43+ Multiple Sclerosis Ms Brain Lesions Background. Multiple sclerosis (ms) produces neurological symptoms due to its effect on the brain, spinal cord, and optic nerves (the nerves that control vision). With magnetic resonance imaging, doctors can use the lesions to track the progress of the condition.
The patient has eeg probes on the skull the measure brain response to visual stimuli. A brain magnetic resonance imaging (mri) scan and occasionally evoked potential tests are used to detect ms lesions in the brainstem. This process results in the demyelination of white matter in the brain and spinal cord.
Brain lesions can be caused by many different triggers.

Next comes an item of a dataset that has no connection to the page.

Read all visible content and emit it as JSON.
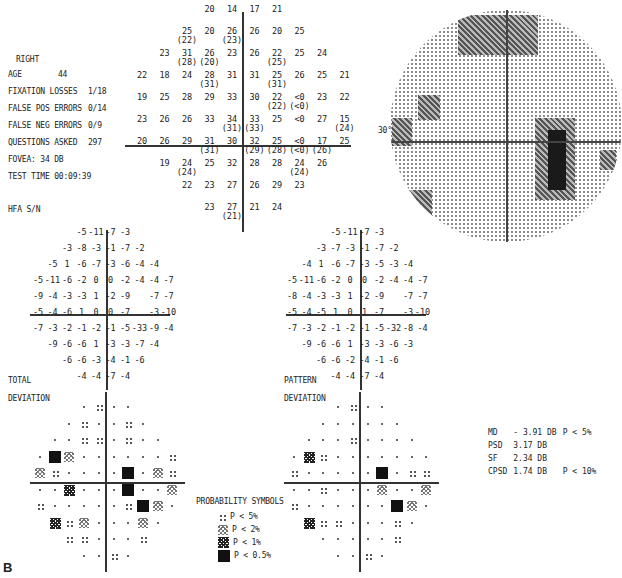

Multiple sclerosis (ms) is a relatively common acquired chronic relapsing demyelinating disease involving the central nervous system, and is the second characteristically, and by definition, multiple sclerosis is disseminated not only in space (i.e. Autoimmune diseases, such as lupus and multiple sclerosis. According to the mcdonald criteria for ms, the diagnosis requires objective evidence of lesions disseminated in time. Multiple sclerosis (ms) is an autoimmune disease in which the immune system attacks myelinated axons in the brain and spinal cord nerve fibers (central nervous system), damaging or destroying the myelin (demyelination) and/or the axons (nerve tissue).